What you are asked to do
Locate the line that contains "Describe the element". Retype it and every line after it to the end of the records, exactly, but not the pictures.

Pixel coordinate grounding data
++++++++++

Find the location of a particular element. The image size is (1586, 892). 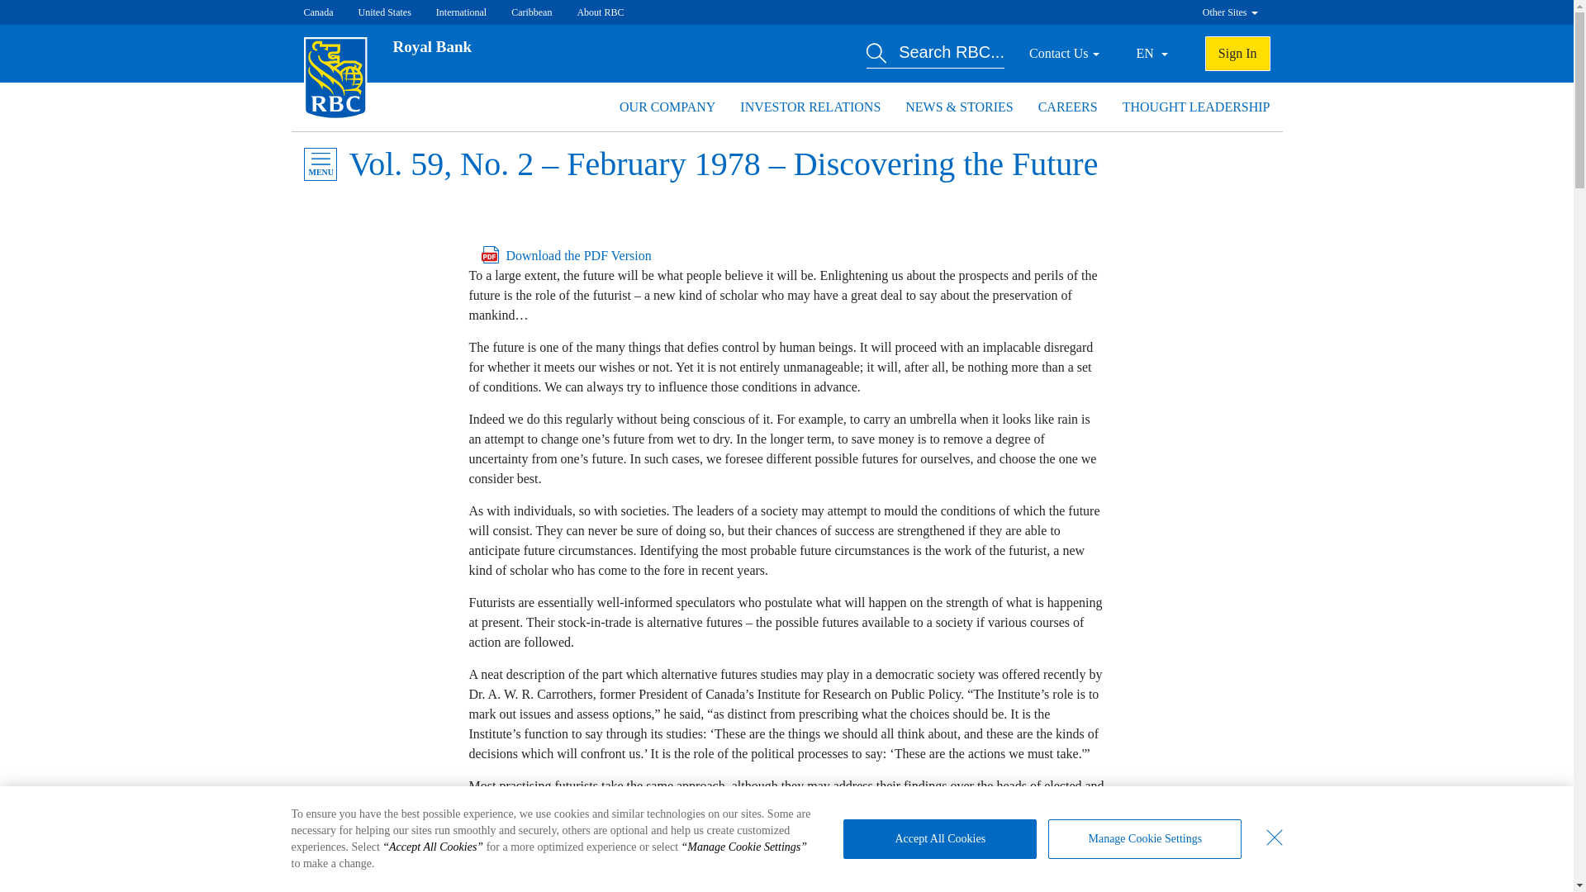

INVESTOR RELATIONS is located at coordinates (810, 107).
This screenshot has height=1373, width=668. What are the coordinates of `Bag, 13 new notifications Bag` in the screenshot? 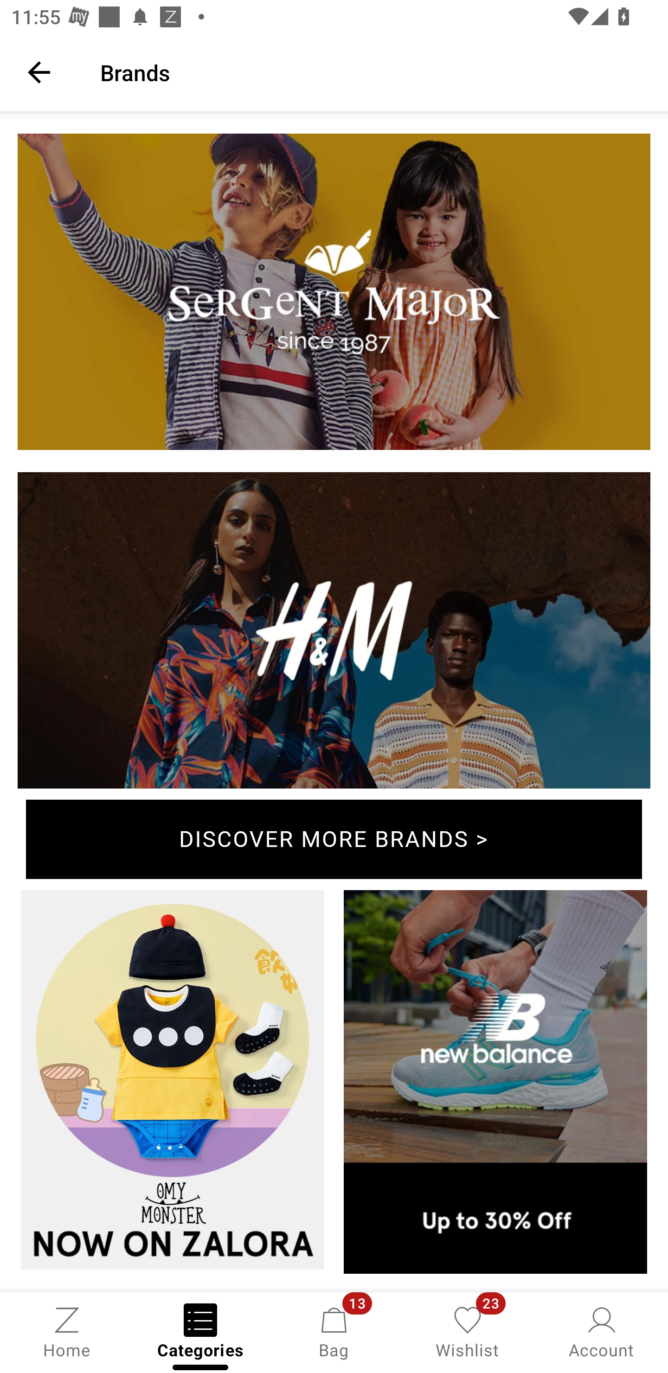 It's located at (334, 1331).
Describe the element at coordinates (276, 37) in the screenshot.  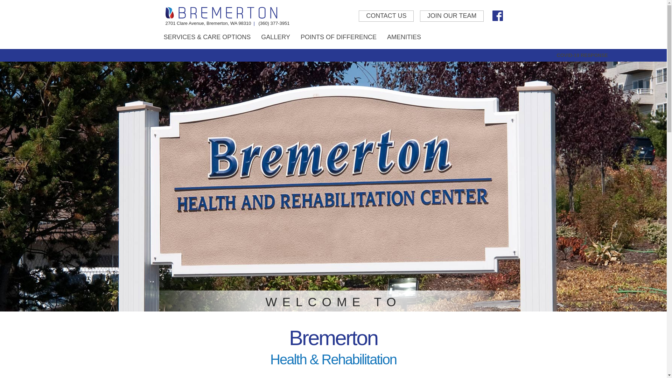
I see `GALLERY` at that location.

++++++++++

Task output
Describe the element at coordinates (276, 37) in the screenshot.  
I see `GALLERY` at that location.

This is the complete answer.